In May 2013, Knight landed in Haiti with about 40 other Sooners athletes, all of them there as participants in Hope for Haiti, an annual service trip. What he saw shocked him.
“There’s no infrastructure,” Knight said. “No buildings, just people and tents and tarps. You get there and you see how bad it is, especially post-earthquake.”
Knight and his teammates were there to paint houses, dig ditches, speak in schools and interact with locals. A couple days into his trip, Knight noticed a little boy walking down the street with a smile spread across his face.
“One of the kids was running around with an old bike spoke and a stick and that was his fun,” Knight said. “That’s it. In America, we complain about not having the newest gadget, not having a PlayStation 2, all that stuff. But what you realize in Haiti is that people find fun in the simple things. That’s one of the biggest things I learned: We try to make it so hard, and do it on our own. We lose sight of the fact that life’s supposed to be simple.”
That mantra -- remembering to keep things simple -- will serve Knight well in 2014, as he takes the reins full-time as the Sooners’ quarterback.
Former signal-caller Blake Bell is gone -- to tight end -- and head coach Bob Stoops said on Tuesday at Big 12 media days that Bell will stay there. That means Knight, who started just five games last year, will be the full-time option.
“If you dreamed about playing college football, you want to be the guy,” Knight said. “For me to have that opportunity now, I’m excited for it.”

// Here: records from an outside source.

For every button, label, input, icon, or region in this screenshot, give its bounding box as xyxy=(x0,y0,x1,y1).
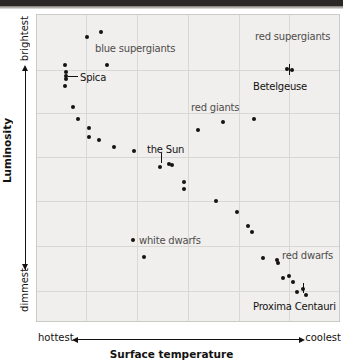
star-data-point xyxy=(287,274,291,278)
star-data-point xyxy=(97,138,101,142)
arrow-down-icon xyxy=(22,264,28,270)
group-label-white-dwarfs: white dwarfs xyxy=(139,235,201,246)
star-label-spica: Spica xyxy=(80,72,106,83)
x-axis-max-label: coolest xyxy=(305,332,341,343)
y-axis-min-label: dimmest xyxy=(19,268,30,312)
star-data-point xyxy=(112,145,116,149)
star-data-point xyxy=(235,210,239,214)
x-axis-min-label: hottest xyxy=(38,332,74,343)
star-data-point xyxy=(261,256,265,260)
star-data-point xyxy=(250,230,254,234)
group-label-red-supergiants: red supergiants xyxy=(255,31,330,42)
star-data-point xyxy=(196,128,200,132)
gridline-horizontal-2 xyxy=(37,157,339,158)
star-data-point xyxy=(63,63,67,67)
gridline-vertical-4 xyxy=(239,15,240,321)
gridline-vertical-2 xyxy=(137,15,138,321)
leader-line-proxima-centauri xyxy=(303,283,304,293)
star-data-point xyxy=(295,290,299,294)
star-data-point xyxy=(281,276,285,280)
star-data-point xyxy=(221,120,225,124)
arrow-left-icon xyxy=(72,337,78,343)
arrow-up-icon xyxy=(22,65,28,71)
group-label-blue-supergiants: blue supergiants xyxy=(95,43,175,54)
x-axis-title: Surface temperature xyxy=(0,348,343,360)
star-data-point xyxy=(99,30,103,34)
arrow-right-icon xyxy=(299,337,305,343)
star-label-betelgeuse: Betelgeuse xyxy=(253,81,307,92)
star-data-point xyxy=(170,163,174,167)
star-data-point xyxy=(252,117,256,121)
group-label-red-dwarfs: red dwarfs xyxy=(282,250,333,261)
star-data-point xyxy=(304,293,308,297)
y-axis-arrow-line xyxy=(25,70,26,270)
star-data-point xyxy=(132,149,136,153)
star-data-point xyxy=(85,35,89,39)
gridline-vertical-3 xyxy=(188,15,189,321)
x-axis: hottest coolest Surface temperature xyxy=(0,322,343,363)
y-axis: Luminosity brightest dimmest xyxy=(0,14,36,322)
star-data-point xyxy=(76,117,80,121)
star-data-point xyxy=(87,126,91,130)
star-data-point xyxy=(290,68,294,72)
star-data-point xyxy=(246,224,250,228)
star-data-point xyxy=(276,261,280,265)
star-data-point xyxy=(214,199,218,203)
star-data-point xyxy=(71,105,75,109)
star-data-point xyxy=(158,165,162,169)
star-data-point xyxy=(182,180,186,184)
gridline-horizontal-1 xyxy=(37,113,339,114)
plot-area: blue supergiantsred supergiantsred giant… xyxy=(36,14,340,322)
star-label-proxima-centauri: Proxima Centauri xyxy=(253,301,336,312)
y-axis-title: Luminosity xyxy=(1,118,13,183)
scan-top-band-fade xyxy=(0,6,343,9)
y-axis-max-label: brightest xyxy=(19,16,30,61)
star-label-the-sun: the Sun xyxy=(147,144,184,155)
leader-line-betelgeuse xyxy=(289,64,290,75)
group-label-red-giants: red giants xyxy=(191,102,239,113)
leader-line-spica xyxy=(68,76,78,77)
star-data-point xyxy=(291,280,295,284)
gridline-horizontal-5 xyxy=(37,291,339,292)
gridline-horizontal-3 xyxy=(37,201,339,202)
gridline-horizontal-4 xyxy=(37,246,339,247)
star-data-point xyxy=(142,255,146,259)
star-data-point xyxy=(64,77,68,81)
star-data-point xyxy=(63,84,67,88)
x-axis-arrow-line xyxy=(77,339,303,340)
gridline-vertical-1 xyxy=(86,15,87,321)
star-data-point xyxy=(105,63,109,67)
hr-diagram-figure: Luminosity brightest dimmest blue superg… xyxy=(0,0,343,363)
star-data-point xyxy=(131,238,135,242)
star-data-point xyxy=(87,135,91,139)
star-data-point xyxy=(182,187,186,191)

But last year when he got that chance, it didn’t always go well. Knight played in eight games and finished the season with 819 passing yards. He threw nine touchdowns with five interceptions. Those are decent numbers, though the fact that 42 percent of those yards came in one game is startling.
Against Alabama in the Sugar Bowl, Knight shredded the Crimson Tide’s secondary, piling up 348 passing yards (32-of-44) and throwing four touchdowns. He earned MVP honors after the 45-31 upset, as well as the starting nod heading into 2014. But for comparison, in the '13 season opener against lowly Louisiana-Monroe, Knight completed just 11-of-28 attempts for 86 yards. So, which performance is more telling of who Knight will be this fall?
“Absolutely, if you get a big win like that, you get confidence,” Knight said of the Sugar Bowl upset. “But also, more snaps under center helped. As a [redshirt] freshman, getting into a new collegiate environment is difficult. I don’t think I felt overwhelmed, but I needed a little time to step into my shoes a bit.”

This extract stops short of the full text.